Thanks for the comments! I'll try to do my best to work this out in a correct way.
Best, Daniel
Then S-SQL could contain a method TO-SQL-STRING specializing on vectors and lists, much the same way as it now contains a specialization on symbols (see s-sql.lisp, lines 263-264).
Actually, there should probably be a separate method on the s-sql side, which calls to-sql-string on types it's not specialised on, and has its own specialisations for symbol. I'll look into this.

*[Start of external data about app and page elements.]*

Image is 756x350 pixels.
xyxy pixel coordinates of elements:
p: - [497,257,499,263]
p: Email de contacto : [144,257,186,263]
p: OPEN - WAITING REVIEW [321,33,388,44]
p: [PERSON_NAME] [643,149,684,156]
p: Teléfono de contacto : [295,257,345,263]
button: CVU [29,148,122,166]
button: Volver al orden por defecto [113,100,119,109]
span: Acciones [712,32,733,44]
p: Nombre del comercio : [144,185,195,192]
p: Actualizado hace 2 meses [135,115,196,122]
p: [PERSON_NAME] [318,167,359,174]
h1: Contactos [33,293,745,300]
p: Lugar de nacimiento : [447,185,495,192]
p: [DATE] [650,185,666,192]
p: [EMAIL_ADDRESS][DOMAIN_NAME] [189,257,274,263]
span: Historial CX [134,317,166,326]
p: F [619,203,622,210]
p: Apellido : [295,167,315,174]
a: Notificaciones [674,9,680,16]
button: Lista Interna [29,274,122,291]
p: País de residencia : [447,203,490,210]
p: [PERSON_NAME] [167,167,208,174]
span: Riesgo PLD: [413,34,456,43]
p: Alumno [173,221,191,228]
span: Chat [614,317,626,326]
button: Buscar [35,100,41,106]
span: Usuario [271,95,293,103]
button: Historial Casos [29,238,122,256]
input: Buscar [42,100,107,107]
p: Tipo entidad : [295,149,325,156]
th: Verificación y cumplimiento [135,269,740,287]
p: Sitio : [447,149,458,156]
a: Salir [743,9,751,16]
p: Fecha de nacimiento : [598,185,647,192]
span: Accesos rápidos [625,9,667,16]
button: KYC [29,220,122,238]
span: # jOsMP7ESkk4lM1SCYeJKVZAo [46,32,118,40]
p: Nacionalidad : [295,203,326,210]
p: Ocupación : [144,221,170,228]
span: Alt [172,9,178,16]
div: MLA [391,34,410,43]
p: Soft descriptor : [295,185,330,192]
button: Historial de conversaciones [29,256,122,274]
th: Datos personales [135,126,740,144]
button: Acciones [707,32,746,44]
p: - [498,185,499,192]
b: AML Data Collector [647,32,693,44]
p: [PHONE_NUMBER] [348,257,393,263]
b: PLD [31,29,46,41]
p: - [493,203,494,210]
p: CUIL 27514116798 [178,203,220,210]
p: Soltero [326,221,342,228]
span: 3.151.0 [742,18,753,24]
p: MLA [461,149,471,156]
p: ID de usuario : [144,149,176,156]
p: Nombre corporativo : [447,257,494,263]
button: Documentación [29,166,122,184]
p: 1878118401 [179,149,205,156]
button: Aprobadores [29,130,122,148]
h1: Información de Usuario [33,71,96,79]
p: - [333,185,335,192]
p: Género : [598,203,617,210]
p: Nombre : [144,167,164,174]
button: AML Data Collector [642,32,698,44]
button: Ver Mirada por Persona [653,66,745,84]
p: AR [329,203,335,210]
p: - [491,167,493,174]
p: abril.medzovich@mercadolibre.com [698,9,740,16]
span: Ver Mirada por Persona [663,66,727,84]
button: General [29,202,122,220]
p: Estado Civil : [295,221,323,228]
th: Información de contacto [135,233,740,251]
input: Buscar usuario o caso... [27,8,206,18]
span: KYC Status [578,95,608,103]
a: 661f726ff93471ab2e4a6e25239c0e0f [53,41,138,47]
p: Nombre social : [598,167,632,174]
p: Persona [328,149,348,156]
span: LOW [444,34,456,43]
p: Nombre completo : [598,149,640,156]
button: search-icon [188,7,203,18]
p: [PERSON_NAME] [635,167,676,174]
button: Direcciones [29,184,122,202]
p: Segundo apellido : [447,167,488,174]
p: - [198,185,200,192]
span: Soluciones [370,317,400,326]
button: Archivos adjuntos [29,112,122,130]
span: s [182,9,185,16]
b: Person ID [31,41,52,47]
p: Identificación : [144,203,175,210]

Could you elaborate on how you are getting this error? I don't seem to have problems when passing arrays to prepared statements in this way:
weekword=# prepare testme(int[]) as select array_lower($1, 1) as lo, array_upper($1, 1) as hi; PREPARE weekword=# execute testme(array[1,2,3]);
That's the client-side parser helping you out. What I did was prepare the query in Postmodern, and then trying to execute it with a vector as one of the arguments. This will cause cl-postgres to call to-sql-string on the parameter values before stuffing them into the socket. Apparently, at that level, only the {} syntax is supported.
Hey list,
I finally got around to implementing a proper serialisation for arrays, both as query text and as prepared-query parameters (which requires two wildly different formats --- ARRAY[E'a', E'b'] versus {"a", "b"}). They should now Just Work. Also added a :[] sql-op, so you can do (:[] 'myarr 1) and it'll expand to (myarr)[1] -- including superfluous parentheses, since in a lot of situations they are required.
Best, Marijn
Hi Marijn,
I finally got around to implementing a proper serialisation for arrays, both as query text and as prepared-query parameters (which requires two wildly different formats --- ARRAY[E'a', E'b'] versus {"a", "b"}). They should now Just Work. Also added a :[] sql-op, so you can do (:[] 'myarr 1) and it'll expand to (myarr)[1] -- including superfluous parentheses, since in a lot of situations they are required.
This is extremely great, thanks a million!